On 12/12/16 20:03, Sven Vermeulen wrote:
It's been a while that I did some Postfix work, which might be necessary to
debug this properly. The socket is owned by ddclient, is it possible that
"postdrop -r" input and/or output is redirected to a ddclient socket? From a
quick Google ddclient is shown as a Perl client, so some code scanning might
help to find out what the socket is about.

Yes, ddclient is one long perl script. I am not a perl diver myself but it is not difficult to track down the code. The "sub" routine "sendmail" uses the subroutine "pipecmd" to run /usr/bin/sendmail with command line parameters and a few lines of input. Pipecmd uses the open function, prefixing the command ("sendmail" in this case) with a pipe: open(*FD, "| sendmail"). Ddclient doesn't attempt to read stdout from the sendmail/postdrop call so presumably this is postdrop trying to read the pipe passed to it by sendmail?

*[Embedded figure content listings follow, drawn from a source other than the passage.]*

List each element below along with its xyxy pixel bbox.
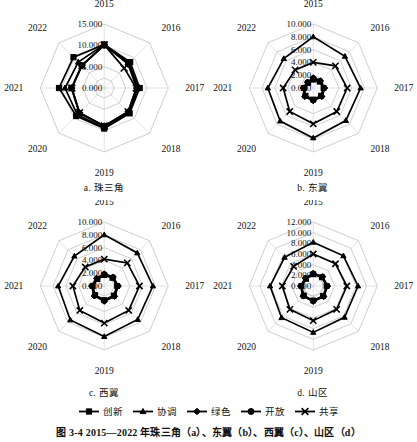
x-marker [121, 65, 128, 72]
tick-label: 6.000 [291, 249, 312, 259]
circle-marker [310, 298, 316, 304]
radar-chart-a: 0.0005.00010.00015.000201520162017201820… [0, 0, 209, 200]
category-label: 2016 [370, 221, 389, 231]
category-label: 2015 [303, 0, 322, 9]
category-label: 2016 [162, 23, 181, 33]
x-marker [294, 406, 316, 419]
circle-marker [321, 85, 327, 91]
circle-marker [324, 283, 330, 289]
legend-label: 绿色 [210, 408, 231, 418]
tick-label: 0.000 [291, 83, 312, 93]
panel-b-subcaption: b. 东翼 [209, 180, 417, 194]
circle-marker [310, 271, 316, 277]
panel-c: 0.0002.0004.0006.0008.00010.000201520162… [0, 200, 209, 400]
circle-marker [319, 274, 325, 280]
radar-chart-grid: 0.0005.00010.00015.000201520162017201820… [0, 0, 417, 400]
category-label: 2022 [28, 23, 47, 33]
circle-marker [115, 283, 121, 289]
category-label: 2016 [162, 221, 181, 231]
tick-label: 0.000 [291, 281, 312, 291]
triangle-marker [310, 34, 315, 39]
category-label: 2022 [236, 23, 255, 33]
category-label: 2018 [162, 342, 181, 352]
category-label: 2017 [394, 83, 413, 93]
tick-label: 10.000 [78, 40, 103, 50]
circle-marker [248, 409, 254, 415]
radar-chart-d: 0.0002.0004.0006.0008.00010.00012.000201… [209, 200, 417, 400]
tick-label: 8.000 [291, 32, 312, 42]
category-label: 2021 [4, 83, 23, 93]
tick-label: 8.000 [82, 230, 103, 240]
tick-label: 0.000 [82, 281, 103, 291]
category-label: 2021 [213, 281, 232, 291]
tick-label: 4.000 [291, 57, 312, 67]
tick-label: 0.000 [82, 83, 103, 93]
tick-label: 12.000 [286, 217, 311, 227]
x-marker [333, 108, 339, 114]
category-label: 2018 [162, 144, 181, 154]
category-label: 2022 [28, 221, 47, 231]
category-label: 2018 [370, 144, 389, 154]
square-marker [78, 406, 100, 419]
radar-chart-c: 0.0002.0004.0006.0008.00010.000201520162… [0, 200, 209, 400]
tick-label: 10.000 [78, 217, 103, 227]
category-label: 2015 [95, 200, 114, 207]
legend-item-绿色: 绿色 [186, 406, 231, 419]
category-label: 2016 [370, 23, 389, 33]
category-label: 2017 [185, 83, 204, 93]
legend-label: 共享 [318, 408, 339, 418]
figure-page: 0.0005.00010.00015.000201520162017201820… [0, 0, 417, 442]
diamond-marker [194, 408, 201, 415]
square-marker [86, 409, 91, 414]
tick-label: 10.000 [286, 228, 311, 238]
tick-label: 15.000 [78, 19, 103, 29]
category-label: 2019 [95, 168, 114, 178]
tick-label: 6.000 [82, 243, 103, 253]
tick-label: 4.000 [82, 255, 103, 265]
panel-c-subcaption: c. 西翼 [0, 385, 209, 399]
category-label: 2020 [236, 144, 255, 154]
category-label: 2018 [370, 342, 389, 352]
panel-b: 0.0002.0004.0006.0008.00010.000201520162… [209, 0, 417, 200]
circle-marker [317, 78, 323, 84]
category-label: 2015 [95, 0, 114, 9]
category-label: 2017 [394, 281, 413, 291]
x-marker [332, 261, 338, 267]
panel-d: 0.0002.0004.0006.0008.00010.00012.000201… [209, 200, 417, 400]
category-label: 2019 [95, 366, 114, 376]
square-marker [56, 85, 61, 90]
tick-label: 8.000 [291, 238, 312, 248]
circle-marker [92, 293, 98, 299]
circle-marker [110, 275, 116, 281]
square-marker [71, 55, 76, 60]
circle-marker [310, 76, 316, 82]
triangle-marker [132, 406, 154, 419]
triangle-marker [310, 330, 315, 335]
x-marker [126, 307, 132, 313]
legend-item-协调: 协调 [132, 406, 177, 419]
category-label: 2021 [4, 281, 23, 291]
tick-label: 10.000 [286, 19, 311, 29]
category-label: 2017 [185, 281, 204, 291]
triangle-marker [310, 240, 315, 245]
category-label: 2022 [236, 221, 255, 231]
tick-label: 5.000 [82, 62, 103, 72]
triangle-marker [102, 232, 107, 237]
circle-marker [101, 272, 107, 278]
category-label: 2020 [236, 342, 255, 352]
category-label: 2019 [303, 366, 322, 376]
circle-marker [310, 97, 316, 103]
legend-item-共享: 共享 [294, 406, 339, 419]
triangle-marker [140, 409, 146, 414]
circle-marker [320, 293, 326, 299]
circle-marker [101, 298, 107, 304]
chart-legend: 创新协调绿色开放共享 [0, 404, 417, 421]
triangle-marker [310, 135, 315, 140]
legend-item-创新: 创新 [78, 406, 123, 419]
diamond-marker [186, 406, 208, 419]
panel-a: 0.0005.00010.00015.000201520162017201820… [0, 0, 209, 200]
panel-a-subcaption: a. 珠三角 [0, 180, 209, 194]
radar-chart-b: 0.0002.0004.0006.0008.00010.000201520162… [209, 0, 417, 200]
panel-d-subcaption: d. 山区 [209, 385, 417, 399]
category-label: 2015 [303, 200, 322, 207]
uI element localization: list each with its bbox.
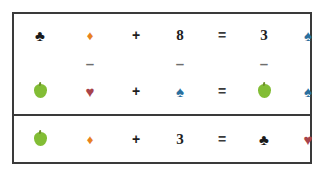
equals-operator: = (218, 83, 226, 99)
cell-r3-c5: = (202, 126, 242, 152)
minus-operator: – (260, 55, 268, 72)
cell-r2-c3: + (114, 78, 158, 104)
heart-icon: ♥ (304, 132, 313, 147)
heart-icon: ♥ (86, 84, 95, 99)
cell-rm-c6: – (242, 50, 286, 76)
cell-r3-c1 (14, 126, 66, 152)
cell-r2-c5: = (202, 78, 242, 104)
equation-row-3: ♦ + 3 = ♣ ♥ (14, 126, 310, 152)
cell-r3-c6: ♣ (242, 126, 286, 152)
cell-r1-c7: ♠ (286, 22, 325, 48)
cell-rm-c4: – (158, 50, 202, 76)
equation-row-2: ♥ + ♠ = ♠ (14, 78, 310, 104)
diamond-icon: ♦ (87, 29, 94, 42)
green-apple-icon (258, 84, 271, 98)
number-value: 3 (176, 131, 184, 148)
diamond-icon: ♦ (87, 133, 94, 146)
puzzle-section-top: ♣ ♦ + 8 = 3 ♠ – – – ♥ + ♠ = ♠ (14, 14, 310, 116)
equals-operator: = (218, 27, 226, 43)
green-apple-icon (34, 84, 47, 98)
cell-r3-c2: ♦ (66, 126, 114, 152)
operator-row-minus: – – – (14, 50, 310, 76)
cell-r3-c4: 3 (158, 126, 202, 152)
cell-rm-c2: – (66, 50, 114, 76)
club-icon: ♣ (259, 132, 269, 147)
plus-operator: + (132, 27, 140, 43)
spade-icon: ♠ (304, 84, 312, 99)
cell-r1-c4: 8 (158, 22, 202, 48)
plus-operator: + (132, 131, 140, 147)
cell-r2-c7: ♠ (286, 78, 325, 104)
cell-rm-c3 (114, 50, 158, 76)
plus-operator: + (132, 83, 140, 99)
minus-operator: – (86, 55, 94, 72)
club-icon: ♣ (35, 28, 45, 43)
minus-operator: – (176, 55, 184, 72)
cell-r3-c3: + (114, 126, 158, 152)
cell-rm-c1 (14, 50, 66, 76)
apple-stem-icon (38, 82, 41, 86)
cell-r1-c1: ♣ (14, 22, 66, 48)
number-value: 3 (260, 27, 268, 44)
cell-r1-c3: + (114, 22, 158, 48)
cell-rm-c5 (202, 50, 242, 76)
number-value: 8 (176, 27, 184, 44)
equation-row-1: ♣ ♦ + 8 = 3 ♠ (14, 22, 310, 48)
cell-r2-c4: ♠ (158, 78, 202, 104)
cell-r1-c2: ♦ (66, 22, 114, 48)
cell-r3-c7: ♥ (286, 126, 325, 152)
green-apple-icon (34, 132, 47, 146)
apple-stem-icon (38, 130, 41, 134)
cell-rm-c7 (286, 50, 325, 76)
equals-operator: = (218, 131, 226, 147)
spade-icon: ♠ (304, 28, 312, 43)
cell-r1-c5: = (202, 22, 242, 48)
cell-r2-c6 (242, 78, 286, 104)
puzzle-section-bottom: ♦ + 3 = ♣ ♥ (14, 116, 310, 164)
spade-icon: ♠ (176, 84, 184, 99)
cell-r2-c1 (14, 78, 66, 104)
cell-r2-c2: ♥ (66, 78, 114, 104)
cell-r1-c6: 3 (242, 22, 286, 48)
puzzle-frame: ♣ ♦ + 8 = 3 ♠ – – – ♥ + ♠ = ♠ (12, 12, 312, 164)
apple-stem-icon (262, 82, 265, 86)
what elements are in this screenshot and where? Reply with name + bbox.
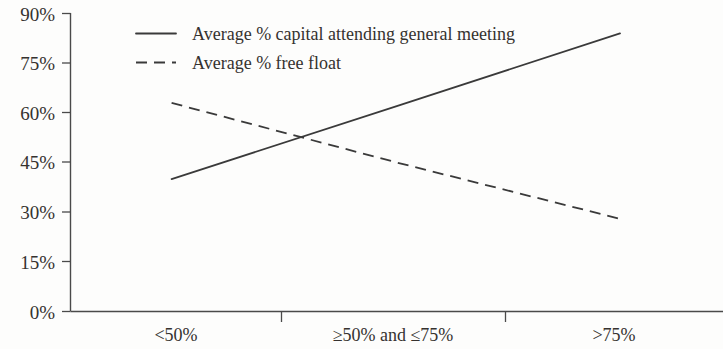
line-chart: 90% 75% 60% 45% 30% 15% 0% <50% ≥50% and… <box>0 0 723 349</box>
series-line-free-float <box>172 103 620 219</box>
legend: Average % capital attending general meet… <box>136 24 515 73</box>
y-tick-label: 15% <box>20 252 55 273</box>
y-tick-label: 60% <box>20 103 55 124</box>
x-axis-ticks <box>282 312 506 323</box>
y-tick-label: 30% <box>20 202 55 223</box>
x-axis-tick-labels: <50% ≥50% and ≤75% >75% <box>154 325 635 345</box>
y-axis-ticks <box>62 14 71 312</box>
chart-figure: 90% 75% 60% 45% 30% 15% 0% <50% ≥50% and… <box>0 0 723 349</box>
y-tick-label: 75% <box>20 53 55 74</box>
x-tick-label: <50% <box>154 325 197 345</box>
legend-label-free-float: Average % free float <box>192 53 341 73</box>
y-axis-tick-labels: 90% 75% 60% 45% 30% 15% 0% <box>20 4 55 323</box>
legend-label-capital-attending: Average % capital attending general meet… <box>192 24 515 44</box>
y-tick-label: 0% <box>30 302 56 323</box>
y-tick-label: 45% <box>20 152 55 173</box>
y-tick-label: 90% <box>20 4 55 25</box>
x-tick-label: >75% <box>592 325 635 345</box>
x-tick-label: ≥50% and ≤75% <box>333 325 454 345</box>
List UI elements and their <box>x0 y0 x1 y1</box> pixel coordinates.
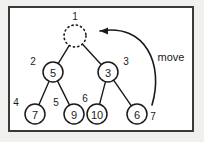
tree-edge <box>58 46 69 63</box>
tree-edge <box>83 44 101 64</box>
tree-node-index-label: 7 <box>150 112 156 122</box>
tree-node-index-label: 5 <box>53 98 59 108</box>
tree-edge <box>114 81 131 106</box>
tree-node-index-label: 4 <box>13 98 19 108</box>
tree-edge <box>100 82 106 104</box>
tree-node-value: 6 <box>134 109 140 120</box>
move-arrow-head <box>100 28 108 35</box>
tree-node-index-label: 1 <box>72 12 78 22</box>
tree-node-index-label: 3 <box>123 57 129 67</box>
tree-node-circle[interactable] <box>64 25 86 47</box>
tree-diagram-canvas <box>0 0 204 142</box>
tree-node-value: 7 <box>32 109 38 120</box>
tree-nodes-group <box>25 25 147 124</box>
tree-edge <box>58 81 70 104</box>
figure-root: 15233749510667 move <box>0 0 204 142</box>
move-annotation-label: move <box>158 52 185 63</box>
tree-node-value: 3 <box>105 67 111 78</box>
tree-node-value: 10 <box>91 109 103 120</box>
tree-edge <box>39 82 49 105</box>
tree-node-index-label: 6 <box>82 94 88 104</box>
tree-node-index-label: 2 <box>30 57 36 67</box>
tree-node-value: 5 <box>50 67 56 78</box>
tree-node-value: 9 <box>71 109 77 120</box>
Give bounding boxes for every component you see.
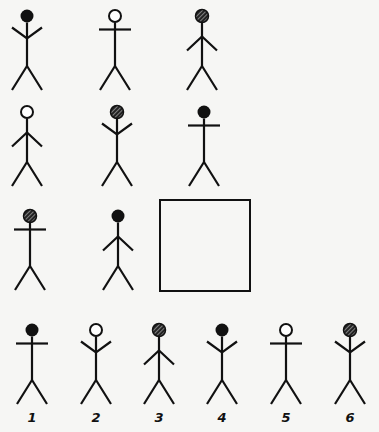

Clearly sendmail is running in the ddclient domain (mta_sendmail_exec for some curious reason and not the sendmail interface) and presumably postdrop transitions to its own domain. This is where I think the problem lies and I am hoping it was my fault. At some point in trying to get sendmail to work I added "postfix_domtrans_user_mail_handler(ddclient_t)" but then found the answer was hiding in mta.if. This domtrans interface adds ddclient_t to the postfix_user_domtrans type attribute, which sesearch reveals to be one of the few ways of transitioning to the postfix_postdrop_t domain. That explains why postdrop has transitioned from sendmail (ddclient_t) and why it cannot access sendmail's pipe?

I am testing the policy without the domtrans call and with my fingers crossed.